“As for myself, the part of me that still believes that I was given up because there was something wrong with me will diminish with the passage of time. But I feel sad when I think about all those years of not really knowing the truth. Would it have made me feel better about myself if I had known my story? Or would it still have taken me this long to understand what it all meant?”
“I watched my brother and sister interact with their grandparents and their mother. I could see the shared connection that comes only with years of being a family, years of history with one another, and waves of sadness crashed over me. I would never have that connection with them; those years were truly gone. As Pat had missed watching me grow, I had missed seeing my siblings grow, and I still felt like an outsider. Paradoxically, reunion helped in many ways to fill the void, but in other ways it made the void bigger than ever.”
“...I couldn't let go of her hand. For a few moments, I looked at the shape of it, the roundness of her fingers. I realized that her hands gave me a sense of comfort because they were the most familiar part of her to me. Those hands had always been in my sight when I was a child. Those were the hands I held crossing the street, the hands that made me lunch and cooked me dinner, the hands that stroked me when I was feeling sad, the hands on the steering wheel driving me all over town, the hands whose rings I had looked at and played with, turning them around on her finger. I knew then that regardless of how we had fought and cried and how adoption had affected us both, those hands, free of words and emotional baggage, encompassed everything. They were pure love-all the love that she had for me.”
“Yes they are my parents but unlike those who haven't been adopted, I also have another set of parents. I know my adoptive parents love me and I love them, but I have a different connection with them than I would experience if I had been raised in my birth home. I still need to know who my birth parents are.”
“I began for the first time to really understand the loss my adoptive mother must have felt from not having her own child. I was terribly sad for her and realized that she had missed out greatly - we both had - and there was nothing I could do to change that. I could never be her natural daughter and I could never make her feel better about that loss. Guilt is a strange waste of time in the cold light of day.”
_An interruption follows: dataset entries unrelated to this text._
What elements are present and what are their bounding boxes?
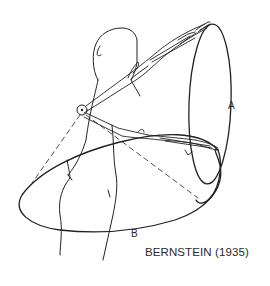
- trajectory-label-b: B: [131, 228, 138, 239]
- bernstein-diagram: A B BERNSTEIN (1935): [0, 0, 270, 286]
- dashed-projection-lines: [32, 115, 198, 198]
- trajectory-ellipse-a: [186, 23, 234, 184]
- figure-caption: BERNSTEIN (1935): [145, 246, 249, 258]
- diagram-canvas: [0, 0, 270, 286]
- trajectory-label-a: A: [228, 100, 235, 111]
- raised-arm: [84, 22, 210, 113]
- lowered-arm: [84, 113, 218, 155]
- shoulder-joint: [77, 105, 87, 115]
- human-figure: [59, 28, 148, 260]
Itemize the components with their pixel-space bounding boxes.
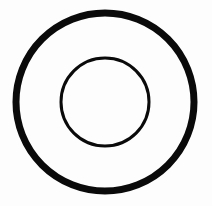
concentric-circles-diagram — [0, 0, 212, 206]
outer-circle — [16, 13, 194, 191]
inner-circle — [61, 58, 149, 146]
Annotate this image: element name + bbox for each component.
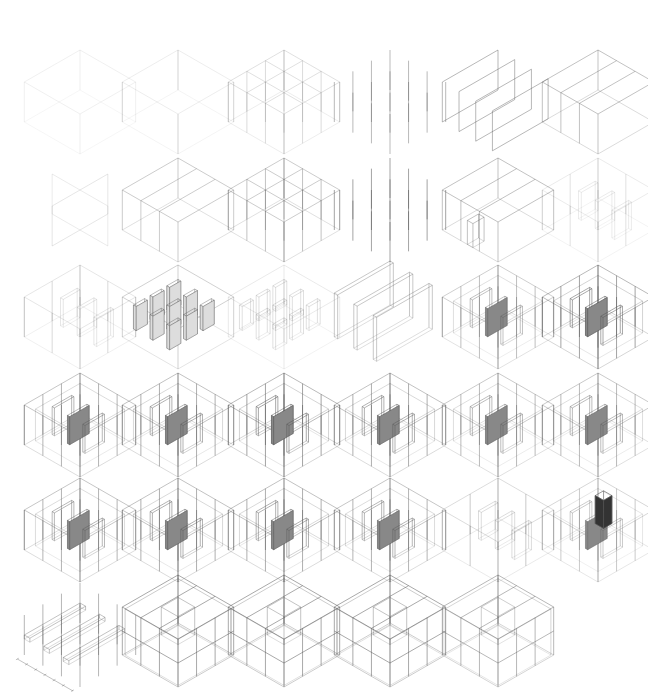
isometric-drawing-icon: [30, 250, 130, 360]
isometric-drawing-icon: [128, 250, 228, 360]
diagram-panel: [234, 568, 334, 678]
isometric-drawing-icon: [30, 143, 130, 253]
isometric-drawing-icon: [30, 35, 130, 145]
diagram-panel: [448, 143, 548, 253]
diagram-panel: [448, 35, 548, 145]
isometric-drawing-icon: [30, 358, 130, 468]
isometric-drawing-icon: [340, 35, 440, 145]
isometric-drawing-icon: [548, 35, 648, 145]
diagram-panel: [30, 143, 130, 253]
diagram-panel: [448, 463, 548, 573]
isometric-drawing-icon: [234, 35, 334, 145]
isometric-drawing-icon: [340, 250, 440, 360]
isometric-drawing-icon: [448, 568, 548, 678]
diagram-panel: [234, 35, 334, 145]
diagram-panel: [234, 358, 334, 468]
isometric-drawing-icon: [234, 143, 334, 253]
isometric-drawing-icon: [448, 143, 548, 253]
diagram-panel: [548, 463, 648, 573]
diagram-panel: [128, 35, 228, 145]
diagram-panel: [30, 568, 130, 678]
isometric-drawing-icon: [548, 358, 648, 468]
diagram-panel: [448, 358, 548, 468]
isometric-drawing-icon: [128, 463, 228, 573]
isometric-drawing-icon: [340, 358, 440, 468]
diagram-panel: [30, 35, 130, 145]
diagram-panel: [234, 463, 334, 573]
isometric-drawing-icon: [234, 568, 334, 678]
diagram-panel: [30, 250, 130, 360]
isometric-drawing-icon: [234, 463, 334, 573]
isometric-drawing-icon: [448, 463, 548, 573]
diagram-panel: [340, 568, 440, 678]
diagram-panel: [30, 358, 130, 468]
isometric-drawing-icon: [548, 143, 648, 253]
diagram-panel: [234, 143, 334, 253]
diagram-panel: [128, 463, 228, 573]
isometric-drawing-icon: [340, 568, 440, 678]
isometric-drawing-icon: [234, 358, 334, 468]
isometric-drawing-icon: [448, 250, 548, 360]
diagram-panel: [548, 143, 648, 253]
diagram-panel: [548, 358, 648, 468]
diagram-panel: [448, 250, 548, 360]
isometric-drawing-icon: [340, 463, 440, 573]
isometric-drawing-icon: [548, 463, 648, 573]
diagram-panel: [340, 143, 440, 253]
isometric-drawing-icon: [30, 463, 130, 573]
diagram-panel: [128, 358, 228, 468]
isometric-drawing-icon: [128, 35, 228, 145]
isometric-drawing-icon: [448, 35, 548, 145]
diagram-panel: [234, 250, 334, 360]
diagram-panel: [548, 250, 648, 360]
isometric-drawing-icon: [128, 568, 228, 678]
diagram-panel: [448, 568, 548, 678]
diagram-panel: [128, 568, 228, 678]
diagram-panel: [340, 35, 440, 145]
isometric-drawing-icon: [234, 250, 334, 360]
isometric-drawing-icon: [128, 143, 228, 253]
diagram-panel: [340, 463, 440, 573]
isometric-drawing-icon: [340, 143, 440, 253]
diagram-panel: [30, 463, 130, 573]
isometric-drawing-icon: [30, 568, 130, 678]
isometric-drawing-icon: [548, 250, 648, 360]
isometric-drawing-icon: [448, 358, 548, 468]
diagram-panel: [128, 250, 228, 360]
diagram-panel: [128, 143, 228, 253]
diagram-panel: [548, 35, 648, 145]
isometric-drawing-icon: [128, 358, 228, 468]
diagram-panel: [340, 250, 440, 360]
diagram-panel: [340, 358, 440, 468]
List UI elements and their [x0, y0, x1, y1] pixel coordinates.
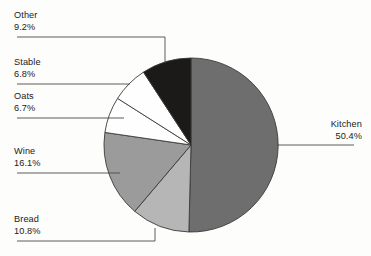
pie-chart-canvas	[0, 0, 371, 256]
callout-other-label: Other	[14, 10, 37, 22]
callout-bread: Bread 10.8%	[14, 214, 41, 237]
callout-wine-label: Wine	[14, 146, 41, 158]
callout-kitchen-value: 50.4%	[331, 131, 362, 143]
callout-oats-value: 6.7%	[14, 103, 35, 115]
callout-other-value: 9.2%	[14, 22, 37, 34]
callout-oats: Oats 6.7%	[14, 91, 35, 114]
callout-stable: Stable 6.8%	[14, 57, 41, 80]
callout-wine: Wine 16.1%	[14, 146, 41, 169]
pie-slice-kitchen[interactable]	[189, 58, 278, 232]
callout-kitchen: Kitchen 50.4%	[331, 119, 362, 142]
callout-stable-value: 6.8%	[14, 69, 41, 81]
callout-bread-value: 10.8%	[14, 226, 41, 238]
callout-oats-label: Oats	[14, 91, 35, 103]
callout-kitchen-label: Kitchen	[331, 119, 362, 131]
callout-bread-label: Bread	[14, 214, 41, 226]
callout-stable-label: Stable	[14, 57, 41, 69]
callout-other: Other 9.2%	[14, 10, 37, 33]
callout-wine-value: 16.1%	[14, 158, 41, 170]
pie-chart: Other 9.2% Stable 6.8% Oats 6.7% Wine 16…	[0, 0, 371, 256]
pie-slices	[104, 58, 278, 232]
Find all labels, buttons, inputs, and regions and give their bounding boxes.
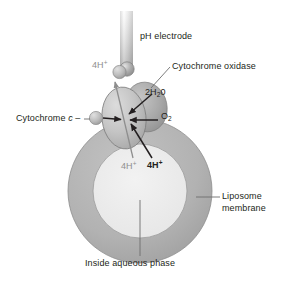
water-subscript: 2: [157, 91, 161, 98]
oxygen-subscript: 2: [168, 115, 172, 122]
protons-consumed-label: 4H+: [147, 160, 163, 171]
liposome-line-2: membrane: [222, 203, 266, 213]
water-product-label: 2H20: [145, 87, 166, 98]
water-prefix: 2H: [145, 87, 157, 97]
inside-aqueous-phase-label: Inside aqueous phase: [85, 258, 175, 269]
protons-pumped-label: 4H+: [121, 161, 137, 172]
protons-out-label: 4H+: [92, 60, 108, 71]
protons-consumed-text: 4H: [147, 160, 159, 170]
oxygen-label: O2: [161, 111, 172, 122]
water-suffix: 0: [160, 87, 165, 97]
protons-out-charge: +: [104, 59, 108, 66]
cytochrome-oxidase-label: Cytochrome oxidase: [172, 61, 256, 72]
liposome-membrane-label: Liposomemembrane: [222, 191, 284, 214]
cytochrome-c-dash: –: [73, 113, 81, 123]
protons-pumped-text: 4H: [121, 161, 133, 171]
cytochrome-c-sphere-icon: [89, 111, 102, 124]
cytochrome-c-text: Cytochrome: [16, 113, 68, 123]
leader-line-icon-cyt-oxidase: [151, 67, 170, 88]
protons-consumed-charge: +: [159, 159, 163, 166]
ph-electrode-label: pH electrode: [140, 31, 192, 42]
diagram-canvas: pH electrode Cytochrome oxidase 2H20 O2 …: [0, 0, 291, 281]
protons-out-text: 4H: [92, 60, 104, 70]
protons-pumped-charge: +: [133, 160, 137, 167]
cytochrome-c-label: Cytochrome c –: [16, 113, 80, 124]
diagram-graphics-layer: [0, 0, 291, 281]
liposome-line-1: Liposome: [222, 191, 262, 201]
proton-sphere-icon: [113, 65, 126, 78]
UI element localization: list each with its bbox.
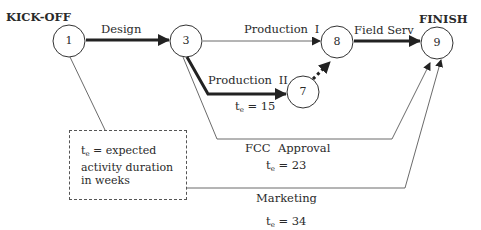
production-1-label: Production I bbox=[244, 24, 319, 36]
legend-line-1: te = expected bbox=[81, 144, 173, 161]
legend-box: te = expected activity duration in weeks bbox=[69, 130, 187, 200]
node-8-label: 8 bbox=[327, 36, 347, 47]
legend-text: te = expected activity duration in weeks bbox=[81, 144, 173, 187]
production-2-duration: te = 15 bbox=[235, 101, 275, 114]
marketing-label: Marketing bbox=[256, 193, 317, 205]
legend-line-2: activity duration bbox=[81, 161, 173, 174]
finish-label: FINISH bbox=[419, 14, 468, 26]
legend-line-3: in weeks bbox=[81, 174, 173, 187]
edge-dummy-7-8 bbox=[313, 62, 330, 79]
node-3-label: 3 bbox=[176, 35, 196, 46]
te-value: = 34 bbox=[275, 214, 307, 228]
edge-marketing-start bbox=[70, 57, 105, 130]
marketing-duration: te = 34 bbox=[266, 216, 306, 229]
fcc-approval-label: FCC Approval bbox=[245, 143, 330, 155]
node-9-label: 9 bbox=[427, 37, 447, 48]
production-2-label: Production II bbox=[208, 75, 288, 87]
node-1-label: 1 bbox=[59, 35, 79, 46]
legend-definition: = expected bbox=[90, 144, 157, 157]
fcc-approval-duration: te = 23 bbox=[266, 160, 306, 173]
kickoff-label: KICK-OFF bbox=[6, 12, 71, 24]
field-serv-label: Field Serv bbox=[354, 25, 414, 37]
node-7-label: 7 bbox=[293, 86, 313, 97]
te-value: = 15 bbox=[244, 99, 276, 113]
design-label: Design bbox=[101, 24, 141, 36]
te-value: = 23 bbox=[275, 158, 307, 172]
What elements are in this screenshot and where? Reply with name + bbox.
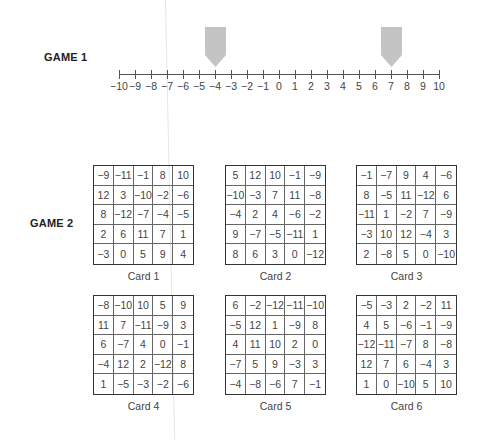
card-cell: −3 (377, 296, 397, 316)
bingo-card-3: −1−794−68−511−126−111−27−9−31012−432−850… (356, 165, 457, 282)
card-cell: 12 (246, 166, 266, 186)
card-cell: 10 (377, 225, 397, 245)
card-cell: 2 (134, 355, 154, 375)
card-label: Card 3 (356, 270, 457, 282)
card-cell: 11 (134, 225, 154, 245)
card-cell: 10 (266, 335, 286, 355)
card-cell: 4 (357, 316, 377, 336)
number-line-tick (375, 70, 376, 79)
number-line-tick (343, 70, 344, 79)
card-cell: 5 (226, 166, 246, 186)
card-cell: −7 (226, 355, 246, 375)
card-cell: −6 (397, 316, 417, 336)
card-cell: 12 (246, 316, 266, 336)
card-cell: −7 (397, 335, 417, 355)
card-cell: −2 (246, 296, 266, 316)
card-cell: 5 (134, 244, 154, 264)
card-cell: 11 (397, 186, 417, 206)
card-cell: −11 (134, 316, 154, 336)
pentagon-arrow-down-icon (205, 27, 226, 67)
card-cell: 11 (246, 335, 266, 355)
card-cell: −2 (153, 374, 173, 394)
card-cell: 4 (134, 335, 154, 355)
card-cell: 11 (94, 316, 114, 336)
card-cell: −4 (416, 355, 436, 375)
card-cell: −6 (285, 205, 305, 225)
bingo-card-1: −9−11−1810123−10−2−68−12−7−4−5261171−305… (93, 165, 194, 282)
number-line-tick (263, 70, 264, 79)
card-cell: −6 (436, 166, 456, 186)
card-cell: −1 (357, 166, 377, 186)
card-cell: −5 (377, 186, 397, 206)
card-cell: −9 (305, 166, 325, 186)
game2-label: GAME 2 (30, 217, 73, 229)
card-cell: −2 (397, 205, 417, 225)
number-line-tick (439, 70, 440, 79)
number-line-tick (423, 70, 424, 79)
card-cell: 0 (114, 244, 134, 264)
card-cell: 10 (436, 374, 456, 394)
card-cell: 1 (266, 316, 286, 336)
card-cell: −7 (377, 166, 397, 186)
card-cell: −3 (246, 186, 266, 206)
card-cell: −11 (377, 335, 397, 355)
number-line-tick (359, 70, 360, 79)
card-cell: −8 (305, 186, 325, 206)
game1-label: GAME 1 (44, 51, 87, 63)
card-grid: −5−32−21145−6−1−9−12−11−78−81276−4310−10… (356, 295, 457, 395)
card-cell: 8 (357, 186, 377, 206)
card-cell: 9 (173, 296, 193, 316)
card-cell: 5 (377, 316, 397, 336)
card-cell: −5 (226, 316, 246, 336)
card-cell: −4 (226, 374, 246, 394)
card-cell: 6 (436, 186, 456, 206)
card-cell: −4 (94, 355, 114, 375)
card-cell: 11 (436, 296, 456, 316)
card-cell: −11 (114, 166, 134, 186)
card-cell: −4 (153, 205, 173, 225)
card-label: Card 2 (225, 270, 326, 282)
number-line-tick (279, 70, 280, 79)
card-cell: −10 (114, 296, 134, 316)
card-cell: 8 (226, 244, 246, 264)
card-cell: −7 (114, 335, 134, 355)
card-cell: −1 (305, 374, 325, 394)
card-cell: 8 (416, 335, 436, 355)
card-cell: 0 (416, 244, 436, 264)
card-cell: 4 (226, 335, 246, 355)
card-grid: 6−2−12−11−10−5121−984111020−759−33−4−8−6… (225, 295, 326, 395)
number-line-tick (183, 70, 184, 79)
card-cell: 8 (305, 316, 325, 336)
card-cell: −3 (94, 244, 114, 264)
card-cell: −3 (285, 355, 305, 375)
card-cell: 11 (285, 186, 305, 206)
card-label: Card 4 (93, 400, 194, 412)
card-cell: 7 (266, 186, 286, 206)
bingo-card-4: −8−101059117−11−936−740−1−4122−1281−5−3−… (93, 295, 194, 412)
card-cell: 0 (285, 244, 305, 264)
card-cell: −2 (153, 186, 173, 206)
card-cell: 1 (173, 225, 193, 245)
card-cell: 7 (114, 316, 134, 336)
card-cell: 12 (94, 186, 114, 206)
card-cell: 5 (397, 244, 417, 264)
card-cell: 0 (305, 335, 325, 355)
card-cell: −5 (173, 205, 193, 225)
number-line-tick (295, 70, 296, 79)
number-line-tick (247, 70, 248, 79)
card-cell: 3 (266, 244, 286, 264)
card-cell: −4 (416, 225, 436, 245)
card-cell: 10 (134, 296, 154, 316)
card-cell: 4 (266, 205, 286, 225)
card-cell: −12 (357, 335, 377, 355)
card-cell: 9 (397, 166, 417, 186)
card-cell: 6 (114, 225, 134, 245)
card-cell: 2 (246, 205, 266, 225)
card-cell: −1 (173, 335, 193, 355)
card-cell: −10 (305, 296, 325, 316)
card-cell: 2 (94, 225, 114, 245)
card-cell: 12 (114, 355, 134, 375)
card-cell: −7 (134, 205, 154, 225)
number-line-tick (119, 70, 120, 79)
card-cell: 7 (416, 205, 436, 225)
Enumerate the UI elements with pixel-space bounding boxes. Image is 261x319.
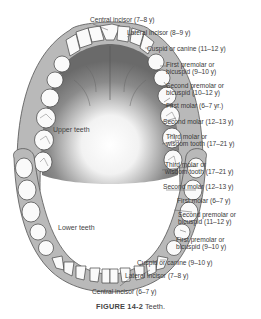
lower-teeth-label: Lower teeth <box>58 224 95 231</box>
label-lower-first-molar: First molar (6–7 y) <box>177 197 231 204</box>
label-lower-central-incisor: Central incisor (6–7 y) <box>92 288 157 295</box>
label-line2: bicuspid (11–12 y) <box>178 218 236 225</box>
label-upper-second-premolar: Second premolar or bicuspid (10–12 y) <box>166 82 224 96</box>
label-lower-second-premolar: Second premolar or bicuspid (11–12 y) <box>178 211 236 225</box>
label-upper-cuspid: Cuspid or canine (11–12 y) <box>147 45 226 52</box>
label-line1: Third molar or <box>165 161 234 168</box>
label-line2: bicuspid (9–10 y) <box>176 243 226 250</box>
teeth-diagram: Central incisor (7–8 y) Lateral incisor … <box>0 0 261 300</box>
label-lower-cuspid: Cuspid or canine (9–10 y) <box>137 259 213 266</box>
label-upper-first-molar: First molar (6–7 yr.) <box>166 102 223 109</box>
label-line1: Third molar or <box>166 133 235 140</box>
label-line1: First premolar or <box>176 236 226 243</box>
label-upper-central-incisor: Central incisor (7–8 y) <box>90 16 155 23</box>
figure-caption: FIGURE 14-2 Teeth. <box>0 302 261 311</box>
label-lower-third-molar: Third molar or wisdom tooth (17–21 y) <box>165 161 234 175</box>
figure-caption-text: Teeth. <box>145 302 165 311</box>
label-upper-third-molar: Third molar or wisdom tooth (17–21 y) <box>166 133 235 147</box>
label-line1: Second premolar or <box>166 82 224 89</box>
label-line2: bicuspid (9–10 y) <box>166 68 216 75</box>
label-upper-first-premolar: First premolar or bicuspid (9–10 y) <box>166 61 216 75</box>
label-line1: Second premolar or <box>178 211 236 218</box>
label-lower-second-molar: Second molar (12–13 y) <box>163 183 233 190</box>
figure-number: FIGURE 14-2 <box>96 302 143 311</box>
label-line1: First premolar or <box>166 61 216 68</box>
label-line2: bicuspid (10–12 y) <box>166 89 224 96</box>
label-lower-lateral-incisor: Lateral incisor (7–8 y) <box>125 272 188 279</box>
label-upper-lateral-incisor: Lateral incisor (8–9 y) <box>127 29 190 36</box>
upper-teeth-label: Upper teeth <box>53 126 90 133</box>
label-lower-first-premolar: First premolar or bicuspid (9–10 y) <box>176 236 226 250</box>
label-line2: wisdom tooth (17–21 y) <box>166 140 235 147</box>
label-upper-second-molar: Second molar (12–13 y) <box>163 118 233 125</box>
label-line2: wisdom tooth (17–21 y) <box>165 168 234 175</box>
“Part of me wished that my birth family could have been there too, but it would have been too hard for my parents, and I didn't want that day spoiled with strained feelings. In an ideal world, both my families would have come together.”
“I left their house that night feeling very different from when I arrived. I was exhausted and relieved, yet more importantly, I felt more grounded, as if I was finally stepping into my own body. It felt good. At last I had done it. The secret was out and I knew then that how my parents chose to deal with this information was up to them. I simply couldn't carry it all any longer. I had to stop protecting their feelings. They were, after all, grown-ups. It was time for me to heal my sadness and anger, to stop being a victim of this situation, to move on with my life.”